Normally, T cells are also kept out by the blood-brain barrier, but we know that in certain specific cases including viral infection they can pass it to migrate into the brain. In the brains of the infected mice for which antibody treatment either wasn't given or didn't work, you can find a roughly even mix of CD8+ and CD4+ T cells along with a whole lot of viral RNA. But in the brains of those successfully fighting off the infection, there's less viral RNA and the cells are almost exclusively CD4+. So the antibody doesn't work by neutralizing the virus directly - something about it is activating the animal's own immune system in a way that gives it a fighting chance.
Again, neither of these proof of concept treatments is really workable yet as a real world cure. The first one is almost hilariously overkill and still has a pretty good chance of failure. The second is less invasive but careful sequencing still shows both low-level viral replication and signs of immune response in the brains of the survivors even at day 139, so it may not be truly clearing the virus so much as trading a death sentence for life with a low-level chronic infection. But now we know that 1. curing rabies after symptoms begin is at least theoretically possible, and 2. we have some clues as to mechanisms to investigate further.

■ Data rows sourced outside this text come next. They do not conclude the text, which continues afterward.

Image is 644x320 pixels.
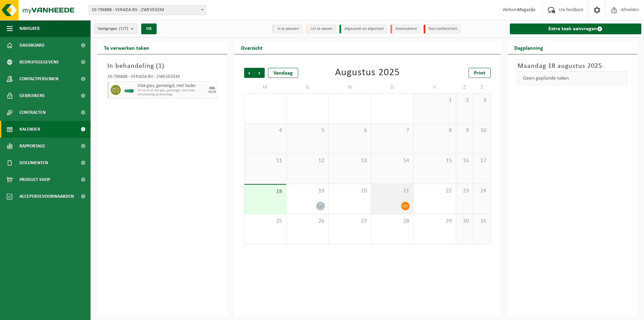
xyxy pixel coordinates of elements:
[332,187,367,195] span: 20
[248,127,283,134] span: 4
[372,81,413,93] td: D
[141,23,157,34] button: OK
[518,8,536,12] strong: Magazijn
[417,97,452,104] span: 1
[268,68,298,78] div: Vandaag
[375,218,410,225] span: 28
[413,81,456,93] td: V
[20,54,59,71] span: Bedrijfsgegevens
[20,37,44,54] span: Dashboard
[244,68,254,78] span: Vorige
[20,104,46,121] span: Contracten
[20,171,50,188] span: Product Shop
[248,157,283,165] span: 11
[460,157,470,165] span: 16
[248,188,283,196] span: 18
[477,187,487,195] span: 24
[332,157,367,165] span: 13
[119,27,128,31] count: (7/7)
[138,93,206,97] span: Omwisseling op aanvraag
[94,23,137,34] button: Vestigingen(7/7)
[375,187,410,195] span: 21
[290,218,325,225] span: 26
[510,23,642,34] a: Extra taak aanvragen
[477,127,487,134] span: 10
[107,61,218,71] h3: In behandeling ( )
[290,127,325,134] span: 5
[20,71,59,87] span: Contactpersonen
[97,41,156,54] h2: Te verwerken taken
[329,81,371,93] td: W
[375,127,410,134] span: 7
[518,71,628,85] div: Geen geplande taken
[124,87,134,93] img: HK-XC-20-GN-00
[107,74,218,81] div: 10-796888 - VERADA BV - ZWEVEGEM
[375,157,410,165] span: 14
[290,157,325,165] span: 12
[474,81,490,93] td: Z
[474,71,486,76] span: Print
[417,127,452,134] span: 8
[417,218,452,225] span: 29
[290,187,325,195] span: 19
[417,187,452,195] span: 22
[89,5,206,15] span: 10-796888 - VERADA BV - ZWEVEGEM
[20,121,40,138] span: Kalender
[456,81,474,93] td: Z
[272,24,303,34] li: In te plannen
[460,127,470,134] span: 9
[335,68,400,78] div: Augustus 2025
[234,41,270,54] h2: Overzicht
[508,41,550,54] h2: Dagplanning
[244,81,286,93] td: M
[254,68,265,78] span: Volgende
[208,90,216,94] div: 18/08
[138,89,206,93] span: HK-XC-20-G vlak glas, gemengd, met kader
[340,24,387,34] li: Afgewerkt en afgemeld
[20,188,74,205] span: Acceptatievoorwaarden
[88,5,206,15] span: 10-796888 - VERADA BV - ZWEVEGEM
[460,97,470,104] span: 2
[460,218,470,225] span: 30
[332,127,367,134] span: 6
[332,218,367,225] span: 27
[518,61,628,71] h3: Maandag 18 augustus 2025
[306,24,336,34] li: Uit te voeren
[20,154,48,171] span: Documenten
[138,83,206,89] span: Vlak glas, gemengd, met kader
[20,20,40,37] span: Navigatie
[460,187,470,195] span: 23
[477,97,487,104] span: 3
[20,138,45,154] span: Rapportage
[417,157,452,165] span: 15
[20,87,44,104] span: Gebruikers
[209,86,215,90] div: MA
[248,218,283,225] span: 25
[286,81,329,93] td: D
[469,68,491,78] a: Print
[477,218,487,225] span: 31
[424,24,461,34] li: Non-conformiteit
[391,24,420,34] li: Geannuleerd
[158,63,162,70] span: 1
[98,24,128,34] span: Vestigingen
[477,157,487,165] span: 17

Not today. Not tomorrow. But maybe not never, either.
References:
Zeiler, F. A., & Jackson, A. C. (2016). Critical appraisal of the Milwaukee protocol for rabies: this failed approach should be abandoned. Canadian Journal of Neurological Sciences, 43(1), 44-51.
de Melo, G. D., Sonthonnax, F., Lepousez, G., Jouvion, G., Minola, A., Zatta, F., ... & Bourhy, H. (2020). A combination of two human monoclonal antibodies cures symptomatic rabies. EMBO molecular medicine, 12(11), e12628.
Mastraccio, K. E., Huaman, C., Coggins, S. A. A., Clouse, C., Rader, M., Yan, L., ... & Schaefer, B. C. (2023). mAb therapy controls CNSāresident lyssavirus infection via a CD4 T cellādependent mechanism. EMBO Molecular Medicine, 15(10), e16394.